115. One entry in the Memoranda Roll of 42 Henry III. (cited Madox I. 615) seems at first sight to contradict this. It seems in that year to be admitted that the Crown could not exact more than 20s. of aid per knight’s fee; but in 1258 the baronial opposition would be strong in the Exchequer as elsewhere.

116. 25 Ed. III. stat. 5, c. 11.

117. See infra, under chapter 39.

118. Some of these questions might be answered in particular cases by the terms of special charters. Thus the Hundred Rolls (1279) relate how Hugh de Plesens held the Manor of Hedington, and was liable for one knight’s fee when scutage ran; that he must go with the King andand serve him for forty days at his own expense, and thereafter at the expense of the King. Rot. Hund., II. p. 710; cf. for France, Etablissements de St. Louis, I. c. 65.

119. See R. Coggeshall, p. 167; the barons argued non in hoc ei obnoxios esse secundum munia terrarum suarum.

120. W. Coventry, II. 217.

121. See his letter dated 1st April, 1215, in New Rymer, I. 128, ordering the barons to pay the scutage of Poitou.

122. The evidence for this is chiefly inferential, but would be greatly strengthened if we could establish the genuineness of the charter discussed by Mr. J. H. Round, Mr. Prothero, and Mr. Hubert Hall in Eng. Hist. Rev., VIII. 288, and IX. 117 and 326. See the document in Appendix.

123. Chronicon, II. 121.

124. See, however, infra under c. 16.

125. Stubbs, Const. Hist., I. 632.

126. As was long ago pointed out by Madox, I. 619.

127. See Round, Feudal England, p. 268.

128. Madox, I. 658.

129. See Pipe Roll of 12 John, cited in Madox, I. 663.

130. See Pipe Roll of Richard I., cited ibid.

131. Feudal England, 277 seq.

132. Miss Norgate, John Lackland, p. 122.

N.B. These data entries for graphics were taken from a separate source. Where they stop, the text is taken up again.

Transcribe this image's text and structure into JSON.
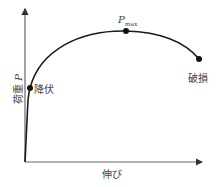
{
  "diagram": {
    "type": "load-elongation curve",
    "x_axis_label": "伸び",
    "y_axis_label_text": "荷重",
    "y_axis_label_symbol": "P",
    "points": {
      "yield": {
        "label": "降伏"
      },
      "max": {
        "label_symbol": "P",
        "label_subscript": "max"
      },
      "fracture": {
        "label": "破損"
      }
    },
    "colors": {
      "curve": "#1a1a1a",
      "axis": "#666666",
      "text": "#444444"
    }
  }
}
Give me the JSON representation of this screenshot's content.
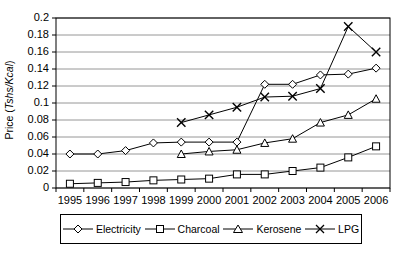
{
  "chart_data": {
    "type": "line",
    "title": "",
    "xlabel": "",
    "ylabel": "Price (Tshs/Kcal)",
    "ylabel_plain": "Price (",
    "ylabel_italic": "Tshs/Kcal",
    "ylabel_tail": ")",
    "categories": [
      1995,
      1996,
      1997,
      1998,
      1999,
      2000,
      2001,
      2002,
      2003,
      2004,
      2005,
      2006
    ],
    "xticklabels": [
      "1995",
      "1996",
      "1997",
      "1998",
      "1999",
      "2000",
      "2001",
      "2002",
      "2003",
      "2004",
      "2005",
      "2006"
    ],
    "yticklabels": [
      "0",
      "0.02",
      "0.04",
      "0.06",
      "0.08",
      "0.1",
      "0.12",
      "0.14",
      "0.16",
      "0.18",
      "0.2"
    ],
    "yticks": [
      0,
      0.02,
      0.04,
      0.06,
      0.08,
      0.1,
      0.12,
      0.14,
      0.16,
      0.18,
      0.2
    ],
    "ylim": [
      0,
      0.2
    ],
    "grid": "horizontal",
    "legend_position": "bottom",
    "series": [
      {
        "name": "Electricity",
        "marker": "diamond",
        "color": "#000000",
        "x": [
          1995,
          1996,
          1997,
          1998,
          1999,
          2000,
          2001,
          2002,
          2003,
          2004,
          2005,
          2006
        ],
        "values": [
          0.04,
          0.04,
          0.044,
          0.053,
          0.054,
          0.054,
          0.054,
          0.122,
          0.122,
          0.133,
          0.134,
          0.141
        ]
      },
      {
        "name": "Charcoal",
        "marker": "square",
        "color": "#000000",
        "x": [
          1995,
          1996,
          1997,
          1998,
          1999,
          2000,
          2001,
          2002,
          2003,
          2004,
          2005,
          2006
        ],
        "values": [
          0.005,
          0.006,
          0.007,
          0.009,
          0.01,
          0.011,
          0.016,
          0.016,
          0.02,
          0.024,
          0.036,
          0.049
        ]
      },
      {
        "name": "Kerosene",
        "marker": "triangle",
        "color": "#000000",
        "x": [
          1999,
          2000,
          2001,
          2002,
          2003,
          2004,
          2005,
          2006
        ],
        "values": [
          0.04,
          0.043,
          0.045,
          0.053,
          0.058,
          0.077,
          0.086,
          0.105
        ]
      },
      {
        "name": "LPG",
        "marker": "cross",
        "color": "#000000",
        "x": [
          1999,
          2000,
          2001,
          2002,
          2003,
          2004,
          2005,
          2006
        ],
        "values": [
          0.077,
          0.086,
          0.095,
          0.107,
          0.108,
          0.117,
          0.19,
          0.16
        ]
      }
    ]
  },
  "legend": {
    "items": [
      {
        "label": "Electricity",
        "marker": "diamond"
      },
      {
        "label": "Charcoal",
        "marker": "square"
      },
      {
        "label": "Kerosene",
        "marker": "triangle"
      },
      {
        "label": "LPG",
        "marker": "cross"
      }
    ]
  }
}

133. Miss Norgate, John Lackland, p. 123 note, correcting Swereford’s lists in the Red Book of Exchequer.

134. See (for year 1201) Ramsay, Angevin Empire, p. 390, and authorities there cited.

135. Cf. Miss Norgate, John Lackland, p. 125.

136. Commune of London, pp. 273-4.

137. Two historians, however, who have recently given valuable and independent accounts of the reign of John, say little of its value. Sir James Ramsay (Angevin Empire, p. 432) treats it briefly, and Miss Norgate (John Lackland, p. 163) barely notices it.

138. Miss Norgate (John Lackland, p. 123) describes the exactions supplementing the scutages: "These scutages were independent of the fines paid by the barons who did not accompany the King on his first return to Normandy in 1199, of the money taken from the host as a substitute for its service in 1201, of the equipment and payment of the ‘decimated’ knights in 1205, and the fines claimed from all the tenants-in-chivalry after the dismissal of the host in the same year, as well as of actual services which many of those who had paid the scutage rendered in the campaigns of 1202-4 and 1206."

139. See Miss Norgate, John Lackland, 210, and cf. supra, p. 37.